Spanish Dracula won’t be a horror movie, but since it will deal with the making of a horror movie we thought it was worth giving the project some attention here on Arrow in the Head today. Deadline broke the news that Chris Weitz (A Better Life) and his brother Paul Weitz (American Pie) will co-write and co-direct a movie about the life of Lupita Tovar, who starred in the Spanish-language version of Dracula that was made by Universal in 1931.
Tovar lived a fascinating life that the Weitz brothers are particularly interested in because she was their grandmother. They’re producing Spanish Dracula with their Depth of Field partner Andrew Miano, and with their uncle Pancho Kohner, who helped Tovar write her memoir The Sweetheart of Mexico. The film will tell
the true story about how silent film star and Mexican actress Lupita Tovar found a second wind starring in Spanish-language versions of Hollywood films like the Universal classic Dracula. Tovar, who moved from Mexico to Hollywood, would go on to become a wildly successful actress back home where she was known as The Mexican Rose. Their grandfather is Paul Kohner, Universal Pictures chief Carl Laemmle’s right-hand man who ran the studio’s international film production business.
Falling head over heels in love with Tovar — as did many others including John Huston and a Mexican general, both of whom she had to escape from — Kohner created opportunities for Tovar, initially because he was in love with her and didn’t want her to return to Mexico when talkies replaced silent films in 1929 and work evaporated for everyone with an accent. That is when Kohner had the idea to shoot in local languages films like Universal’s Dracula, translating the script pages to Spanish. Basically, Bela Lugosi, director Tod Browning and cast and crew of the classic Dracula would come shoot their scenes during the day. They would leave, and in would come the cast and crew of the Spanish version — Carlos Villarias played the title character, working on the same set from a translated version of the same script. The exteriors and long shots would be the same in both movies. Spanish Dracula would become a big hit and presage the production of movies made specifically for Spanish-language markets.
Chris Weitz had this to say about the plan to make Spanish Dracula:
It’s just such a great story, and I think that once Pancho wrote the book it was just an extra reason to bring focus to it. Pancho has been thinking about making a movie about our grandma and grandpops for a while and trying to figure out what the shape of that would be, and we felt the Spanish Dracula is kind of a great focus. It brings together the romance and is an interesting way to look at old Hollywood, and also, to look at foreigners in Hollywood. This isn’t really a story about immigration, but it is a really interesting story about how this very sort of American industry was inflected by the talents of all these people who came from abroad.”
Kohner added:
Since my father was in charge and he was in love with Lupita, he made sure that the film was as good or better a film (than the Lugosi Dracula), and apparently, it is a better film. It is about 20 minutes longer. Not having to contend with the censorship of the Hays office… well, the first time that Paul and Chris saw the film, we were at the U.S.A. festival in Dallas, and they had it on this great restored theater with an organist that came up from the floor, big screen. And there was their grandma onscreen, with nipple bumps. She was wearing a very sheer nightgown in the film and especially when you put it up on a big screen instead of seeing it on a television screen or something or other, it was a very sexy film for its time. Either Paul or Chris commented at the time, I now see why grandpa married grandma.”
Chris Weitz continued:
There’s a moment when Dracula bites Lupita on the neck and it’s very erotic. He draws his cape over and around her, so you don’t see what he’s doing, which was very different from the English-language version. The lighting. The cobwebs. The candle lights. It’s just more erotic and artistic, I would say, than the English-language version. You had this B-team of foreigners making something and trying like outdo the version that was being made during the day. The harder work was being done after midnight by these guys who didn’t otherwise have a way to work within the industry, which had changed, technologically, in such an extraordinary way. It’s very much in keeping with the theme of The Artist, the French film that did so well at the Oscars, when this career-killing kind of change was happening.”
You can read a lot more about Tovar’s life at the Deadline link, and while some of the other major events will be covered, Chris Weitz said Spanish Dracula will primarily be looking at the time in Tovar’s life when she was working on Dracula.
It’s also at least as much about this young woman coming to Hollywood to get away from her dad and making her way and becoming a success against great odds, and also, sort of her being in this group of actors from all across the Spanish-speaking world and coming together to make something. It’s as much that as it is a love story. And it’s also this sort of like this underdog story of a group of people who are literally having to work at night and making something that everybody could be proud of, and that’s juxtaposed to the love story. Hitler coming to power in Europe is also a backdrop to it, but we’ll focus on the making of Dracula.”
This sounds like a very interesting project to me. The Weitz brothers don’t have Spanish Dracula set up at a studio yet, but it would be cool if it ends up at Universal. I look forward to getting a behind-the-scenes look at the making of the Spanish Dracula through the eyes of Tovar (as interpreted by her grandsons and son).
Lupita Tovar passed away in 2016 at the age of 106.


WORK REQUIRED: The whole listing below, with no pictures, is to be repeated as it stands.

-=-=-=-=-

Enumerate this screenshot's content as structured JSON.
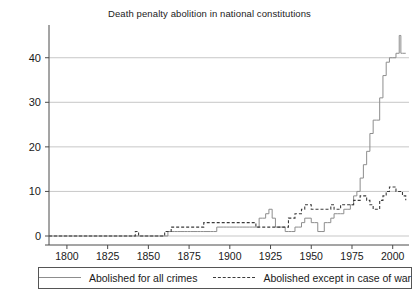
{
  "chart_data": {
    "type": "line",
    "title": "Death penalty abolition in national constitutions",
    "xlabel": "",
    "ylabel": "",
    "xlim": [
      1789,
      2010
    ],
    "ylim": [
      0,
      46
    ],
    "grid": true,
    "legend_position": "bottom",
    "xticks": [
      1800,
      1825,
      1850,
      1875,
      1900,
      1925,
      1950,
      1975,
      2000
    ],
    "yticks": [
      0,
      10,
      20,
      30,
      40
    ],
    "series": [
      {
        "name": "Abolished for all crimes",
        "style": "solid",
        "color": "#8d8d8d",
        "x": [
          1789,
          1800,
          1810,
          1820,
          1830,
          1840,
          1845,
          1850,
          1855,
          1858,
          1860,
          1862,
          1864,
          1866,
          1868,
          1870,
          1872,
          1874,
          1876,
          1878,
          1880,
          1882,
          1884,
          1886,
          1888,
          1890,
          1892,
          1894,
          1896,
          1898,
          1900,
          1902,
          1904,
          1906,
          1908,
          1910,
          1912,
          1914,
          1916,
          1918,
          1920,
          1922,
          1924,
          1926,
          1928,
          1930,
          1932,
          1934,
          1936,
          1938,
          1940,
          1942,
          1944,
          1946,
          1948,
          1950,
          1952,
          1954,
          1956,
          1958,
          1960,
          1962,
          1964,
          1966,
          1968,
          1970,
          1972,
          1974,
          1976,
          1978,
          1980,
          1982,
          1984,
          1986,
          1988,
          1990,
          1992,
          1994,
          1996,
          1998,
          2000,
          2002,
          2004,
          2005,
          2006,
          2008
        ],
        "y": [
          0,
          0,
          0,
          0,
          0,
          0,
          0,
          0,
          0,
          0,
          0,
          1,
          1,
          1,
          1,
          1,
          1,
          1,
          1,
          1,
          1,
          1,
          1,
          1,
          1,
          1,
          2,
          2,
          2,
          2,
          2,
          2,
          2,
          2,
          2,
          2,
          2,
          2,
          2,
          4,
          4,
          5,
          6,
          4,
          2,
          2,
          2,
          1,
          1,
          1,
          2,
          2,
          3,
          4,
          4,
          3,
          3,
          1,
          1,
          3,
          3,
          4,
          5,
          5,
          5,
          6,
          6,
          7,
          9,
          10,
          13,
          16,
          19,
          23,
          26,
          26,
          31,
          36,
          39,
          40,
          40,
          41,
          45,
          41,
          41,
          41
        ]
      },
      {
        "name": "Abolished except in case of war",
        "style": "dashed",
        "color": "#3b3b3b",
        "x": [
          1789,
          1800,
          1810,
          1820,
          1830,
          1840,
          1842,
          1844,
          1850,
          1855,
          1858,
          1860,
          1862,
          1864,
          1866,
          1868,
          1870,
          1872,
          1874,
          1876,
          1878,
          1880,
          1882,
          1884,
          1886,
          1888,
          1890,
          1892,
          1894,
          1896,
          1898,
          1900,
          1902,
          1904,
          1906,
          1908,
          1910,
          1912,
          1914,
          1916,
          1918,
          1920,
          1922,
          1924,
          1926,
          1928,
          1930,
          1932,
          1934,
          1936,
          1938,
          1940,
          1942,
          1944,
          1946,
          1948,
          1950,
          1952,
          1954,
          1956,
          1958,
          1960,
          1962,
          1964,
          1966,
          1968,
          1970,
          1972,
          1974,
          1976,
          1978,
          1980,
          1982,
          1984,
          1986,
          1988,
          1990,
          1992,
          1994,
          1996,
          1998,
          2000,
          2002,
          2004,
          2006,
          2008
        ],
        "y": [
          0,
          0,
          0,
          0,
          0,
          0,
          1,
          0,
          0,
          0,
          0,
          1,
          1,
          2,
          2,
          2,
          2,
          2,
          2,
          2,
          2,
          2,
          2,
          3,
          3,
          3,
          3,
          3,
          3,
          3,
          3,
          3,
          3,
          3,
          3,
          3,
          3,
          3,
          3,
          2,
          2,
          2,
          2,
          2,
          2,
          2,
          2,
          2,
          2,
          4,
          4,
          5,
          5,
          6,
          7,
          7,
          6,
          6,
          6,
          6,
          6,
          6,
          7,
          6,
          6,
          7,
          7,
          7,
          7,
          8,
          8,
          9,
          9,
          8,
          7,
          6,
          6,
          8,
          9,
          10,
          11,
          11,
          10,
          10,
          9,
          8
        ]
      }
    ]
  },
  "legend": {
    "entries": [
      {
        "label": "Abolished for all crimes",
        "style": "solid"
      },
      {
        "label": "Abolished except in case of war",
        "style": "dashed"
      }
    ]
  }
}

-=-=-=-=-

RESPONSE TO THE TASK:
Enumerate this screenshot's content as structured JSON.
{
  "chart_data": {
    "type": "line",
    "title": "Death penalty abolition in national constitutions",
    "xlabel": "",
    "ylabel": "",
    "xlim": [
      1789,
      2010
    ],
    "ylim": [
      0,
      46
    ],
    "grid": true,
    "legend_position": "bottom",
    "xticks": [
      1800,
      1825,
      1850,
      1875,
      1900,
      1925,
      1950,
      1975,
      2000
    ],
    "yticks": [
      0,
      10,
      20,
      30,
      40
    ],
    "series": [
      {
        "name": "Abolished for all crimes",
        "style": "solid",
        "color": "#8d8d8d",
        "x": [
          1789,
          1800,
          1810,
          1820,
          1830,
          1840,
          1845,
          1850,
          1855,
          1858,
          1860,
          1862,
          1864,
          1866,
          1868,
          1870,
          1872,
          1874,
          1876,
          1878,
          1880,
          1882,
          1884,
          1886,
          1888,
          1890,
          1892,
          1894,
          1896,
          1898,
          1900,
          1902,
          1904,
          1906,
          1908,
          1910,
          1912,
          1914,
          1916,
          1918,
          1920,
          1922,
          1924,
          1926,
          1928,
          1930,
          1932,
          1934,
          1936,
          1938,
          1940,
          1942,
          1944,
          1946,
          1948,
          1950,
          1952,
          1954,
          1956,
          1958,
          1960,
          1962,
          1964,
          1966,
          1968,
          1970,
          1972,
          1974,
          1976,
          1978,
          1980,
          1982,
          1984,
          1986,
          1988,
          1990,
          1992,
          1994,
          1996,
          1998,
          2000,
          2002,
          2004,
          2005,
          2006,
          2008
        ],
        "y": [
          0,
          0,
          0,
          0,
          0,
          0,
          0,
          0,
          0,
          0,
          0,
          1,
          1,
          1,
          1,
          1,
          1,
          1,
          1,
          1,
          1,
          1,
          1,
          1,
          1,
          1,
          2,
          2,
          2,
          2,
          2,
          2,
          2,
          2,
          2,
          2,
          2,
          2,
          2,
          4,
          4,
          5,
          6,
          4,
          2,
          2,
          2,
          1,
          1,
          1,
          2,
          2,
          3,
          4,
          4,
          3,
          3,
          1,
          1,
          3,
          3,
          4,
          5,
          5,
          5,
          6,
          6,
          7,
          9,
          10,
          13,
          16,
          19,
          23,
          26,
          26,
          31,
          36,
          39,
          40,
          40,
          41,
          45,
          41,
          41,
          41
        ]
      },
      {
        "name": "Abolished except in case of war",
        "style": "dashed",
        "color": "#3b3b3b",
        "x": [
          1789,
          1800,
          1810,
          1820,
          1830,
          1840,
          1842,
          1844,
          1850,
          1855,
          1858,
          1860,
          1862,
          1864,
          1866,
          1868,
          1870,
          1872,
          1874,
          1876,
          1878,
          1880,
          1882,
          1884,
          1886,
          1888,
          1890,
          1892,
          1894,
          1896,
          1898,
          1900,
          1902,
          1904,
          1906,
          1908,
          1910,
          1912,
          1914,
          1916,
          1918,
          1920,
          1922,
          1924,
          1926,
          1928,
          1930,
          1932,
          1934,
          1936,
          1938,
          1940,
          1942,
          1944,
          1946,
          1948,
          1950,
          1952,
          1954,
          1956,
          1958,
          1960,
          1962,
          1964,
          1966,
          1968,
          1970,
          1972,
          1974,
          1976,
          1978,
          1980,
          1982,
          1984,
          1986,
          1988,
          1990,
          1992,
          1994,
          1996,
          1998,
          2000,
          2002,
          2004,
          2006,
          2008
        ],
        "y": [
          0,
          0,
          0,
          0,
          0,
          0,
          1,
          0,
          0,
          0,
          0,
          1,
          1,
          2,
          2,
          2,
          2,
          2,
          2,
          2,
          2,
          2,
          2,
          3,
          3,
          3,
          3,
          3,
          3,
          3,
          3,
          3,
          3,
          3,
          3,
          3,
          3,
          3,
          3,
          2,
          2,
          2,
          2,
          2,
          2,
          2,
          2,
          2,
          2,
          4,
          4,
          5,
          5,
          6,
          7,
          7,
          6,
          6,
          6,
          6,
          6,
          6,
          7,
          6,
          6,
          7,
          7,
          7,
          7,
          8,
          8,
          9,
          9,
          8,
          7,
          6,
          6,
          8,
          9,
          10,
          11,
          11,
          10,
          10,
          9,
          8
        ]
      }
    ]
  },
  "legend": {
    "entries": [
      {
        "label": "Abolished for all crimes",
        "style": "solid"
      },
      {
        "label": "Abolished except in case of war",
        "style": "dashed"
      }
    ]
  }
}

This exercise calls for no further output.